Thanks to laws supposed to protect the artists, creation has become the simplest way of property access. And yet creators continue to live in destitution, even though modes of authors' rights allocation spread in domains sometimes very distant from artistic creation. The lawmaker struggles to realize what comes under a given artistic conscience, or from the pertinence of a text, of a picture, of an object which asserts its singularity in borrowing the forms from one another. This exhibition tries to avoid moroseness and doom watch which encircle these questions. Three independent curators – Jean-Marc Chapoulie, Pierre Leguillon and Daniel McClean – have been invited to confront their views and horizons on that topic, in creating an area of thought, reaction and creation which Le dernier qui parle is the final point. The aim is not to draw up an assessment of numerous drifts of the copyright, but to invent new areas of observation of contemporary world and thought.
For many years – like a stallholder projectionist in his Alchimicinéma screenings, or like in TDF06 in which cycling images are simply removed from the Tour de France TV reports – Jean-Marc Chapoulie has carried a transversal and bright look on the moving image. He considers exhibition, and more generally speaking art institution, as a thief market – a place of concealment where the artwork, in essence, establishes itself as a suspicious object. According to him, the notion of originality is simply no longer topical.

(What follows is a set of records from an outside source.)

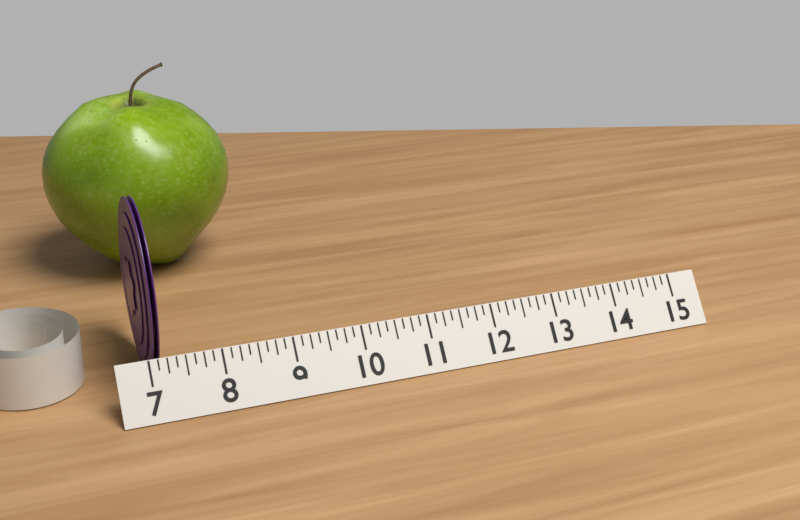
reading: 7.250 (no unit)
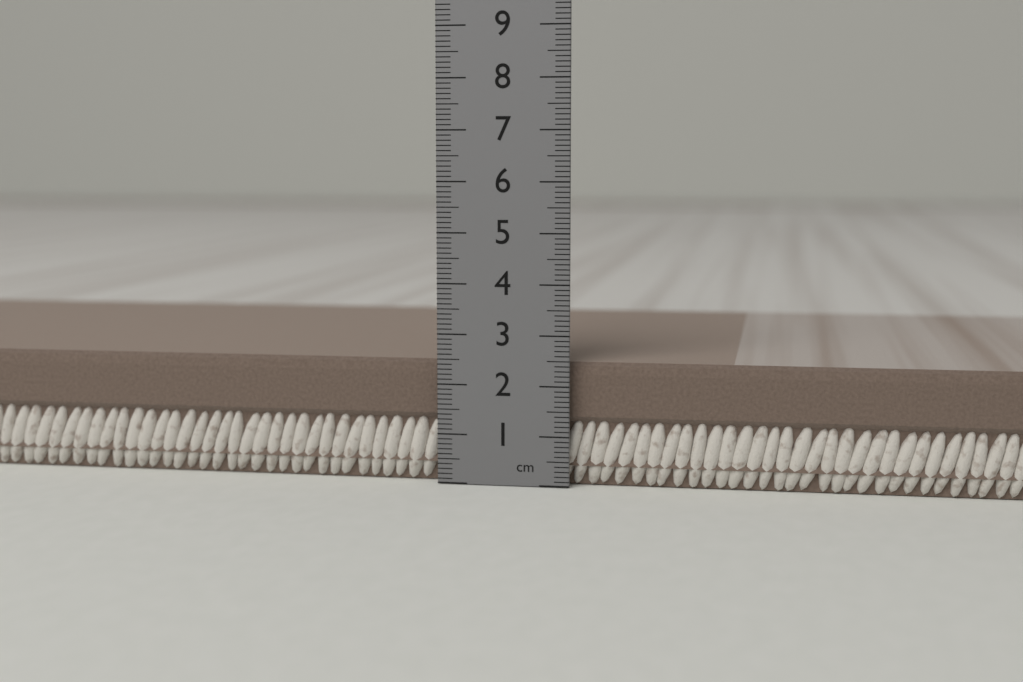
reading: 2.5 cm
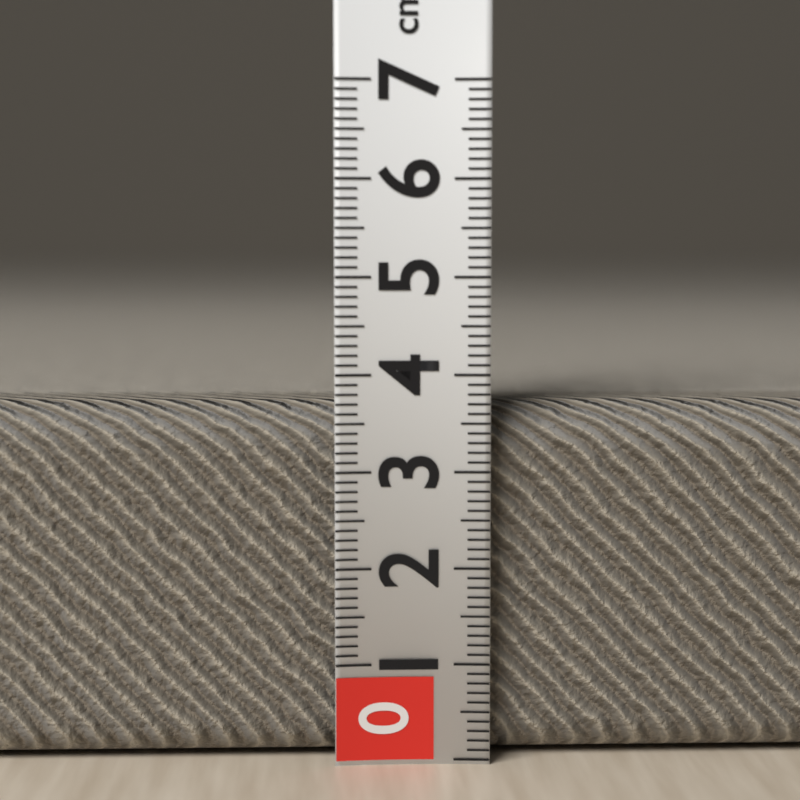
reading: 3.7 cm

Artist and art critic, for many years, Pierre Leguillon has dwelt a space which he purposely whishes intermediate, and therefore has become the troublemaker regarding those who want art to be over-professionalized. Here, he moves his reflection on the basis of original pictures which inspired his famous Diaporamas he has been presenting for more than ten years, and for which look and association of ideas are considered to be fully acts. Understandably, Pierre Leguillon thinks that the best answer to authoritarian claim is to apply its logic up to confusion and salutary loss.
Both specialized lawyer in author’s rights and independent curator, Daniel McClean is the curator and editor of a project entitled Dear Images: art, copyright and culture, presented at London’s ICA in 2002. Here, his idea concerns conceptual proposals of artists linked to a yet to be written history of dating, which thus avoids the notions of object, space and time of art; as if art had to free itself from material pressures where this Last who speaks authoritarian affirmation lays.